I don't see that it's necessary -- or possible, for that matter -- for me to assign dust specks and torture to a single, continuous utility function. On a scale of disutility that includes such events as "being horribly tortured," the disutility of a momentary irritation such as a dust speck in the eye has a value of precisely zero -- not 0.000...0001, but just plain 0, and of course, 0 x 3^^^3 = 0.

Furthermore, I think the "minor irritations" scale on which dust specks fall might increase linearly with the time of exposure, and would c... (read more)

-2[anonymous]
If getting hit by a dust speck has u = 0, then air pressure great enough to crush you has u = 0.
0Kindly
If dust specks have a value of 0, then what's the smallest amount of discomfort that has a nonzero value instead? Use that as your replacement dust speck. And of course, the disutility of torture certainly increases in nonlinear ways with time. The 3^^^3 is there to make up for that. 50 years of torture for one person is probably not as bad as 25 years of torture for a trillion people. This in turn is probably not as bad as 12.5 years of torture for a trillion trillion people (sorry my large number vocabulary is lacking). If we keep doing this (halving the torture length, multiplying the number of people by a trillion) then are we always going from bad to worse? And do we ever get to the point where each individual person tortured experiences about as much discomfort as our replacement dust speck?
mantis80

Here's another Noble Lie: protectionism--that there's somehow a morally and practically important difference between trading inside your borders and trading outside them.
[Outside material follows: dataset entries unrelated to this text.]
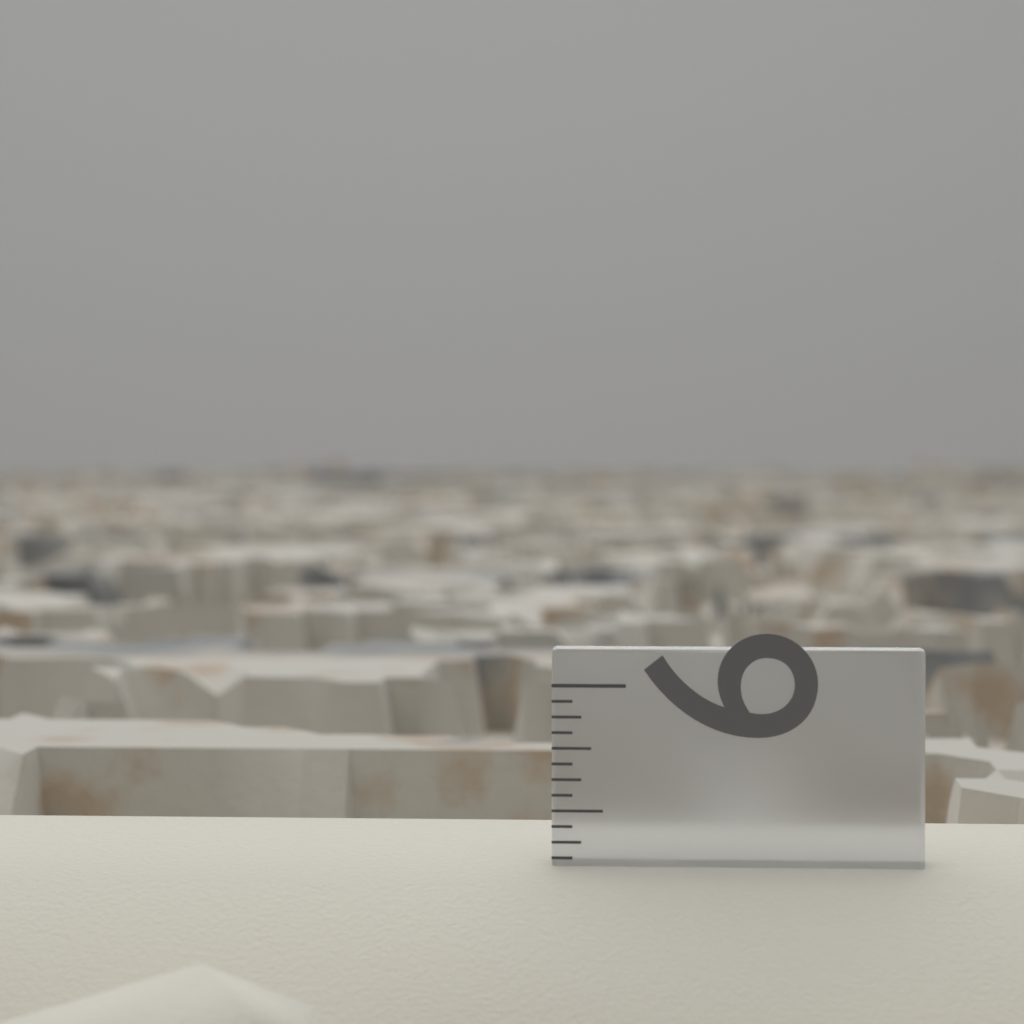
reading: 5.3750 in
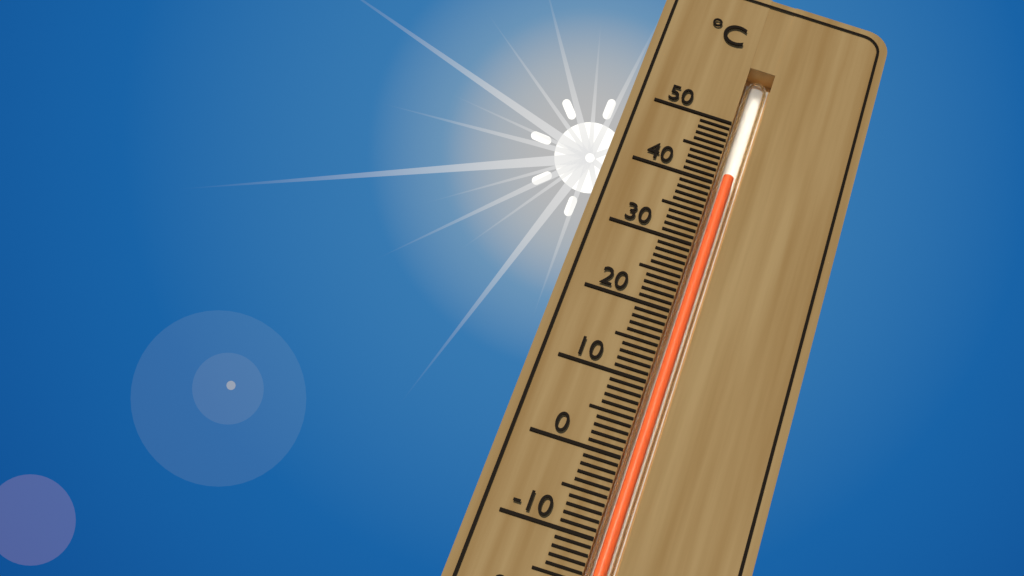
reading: 42 °C
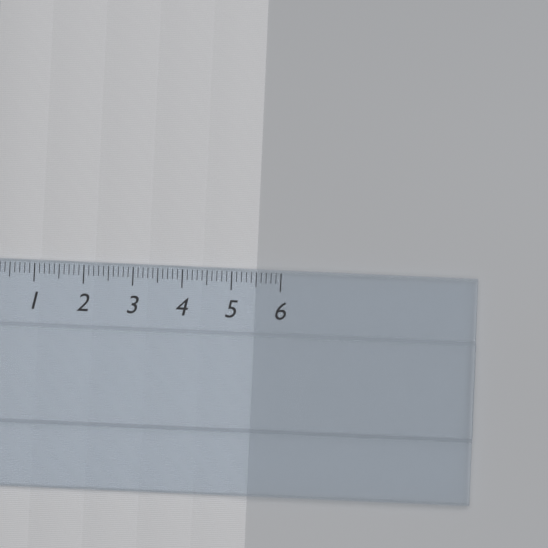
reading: 5.5 (no unit)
That would depend on whether there are any morally and practically important differences between the environmental, labor, etc. practices found inside your borders vs. those found elsewhere. Protecting the income of free, paid laborers from competition by slaveowners whose victims can produce the same goods less expensively seems pretty morally and practically important to me.

mantis10

Probably silly to reply almost four years later, but what the heck. I think that in a lot of cases "I feel that X" is a statement of belief in belief. That is, what the person really means is "I believe that X should be true," or "I have an emotional need to believe that X is true regardless of whether it is or not." Since you're very unlikely to get someone who think "I feel that X" is a valid statement in support of X to admit what they really mean, it is indeed an excellent example of Dark epistemology.

mantis-10

Huh. My first thought on comprehending Keysar et. al.'s experiment was that it would make a good test for detecting telepaths trying to conceal their abilities (as, for example, in Babylon 5</>). Not something we're ever likely to need in real life, of course, but it could serve the purpose of a Voight-Kampff test in somebody's B-5 fan-fic.

mantis20

Probably silly replying at this late date, but I'm going to do it anyway: Texas Holdem against strangers would be a much more compelling demonstration than RPS with your wife, and lucrative, too, if your powers are real. Surface thoughts should be sufficient to tell you when people are bluffing and when they genuinely have a strong hand, even if they don't tell you exactly what cards they hold. Better yet, they should tell you when your opponents are confident enough to call your bluff, and when they're not. That would give you a devastating advantage in... (read more)

mantis00

The SF writer Catherine Asaro came up with a workable explanation of empathy/telepathy that doesn't require non-reductionism, though I don't think it's all that plausible; it's based around quantum entanglement between microstructures in the brains of psions in close proximity to one another (and a lot of hand-waving, of course). In her books, psi powers didn't evolve naturally, but were the result of extensive genetic tinkering by aliens with a far more advanced knowledge of genetics, neurology, and quantum physics than humans presently possess, enabling ... (read more)

mantis50

The first one of these I can remember reading was "I'm erotically open-minded; you're kind of kinky; he's a disgusting pervert."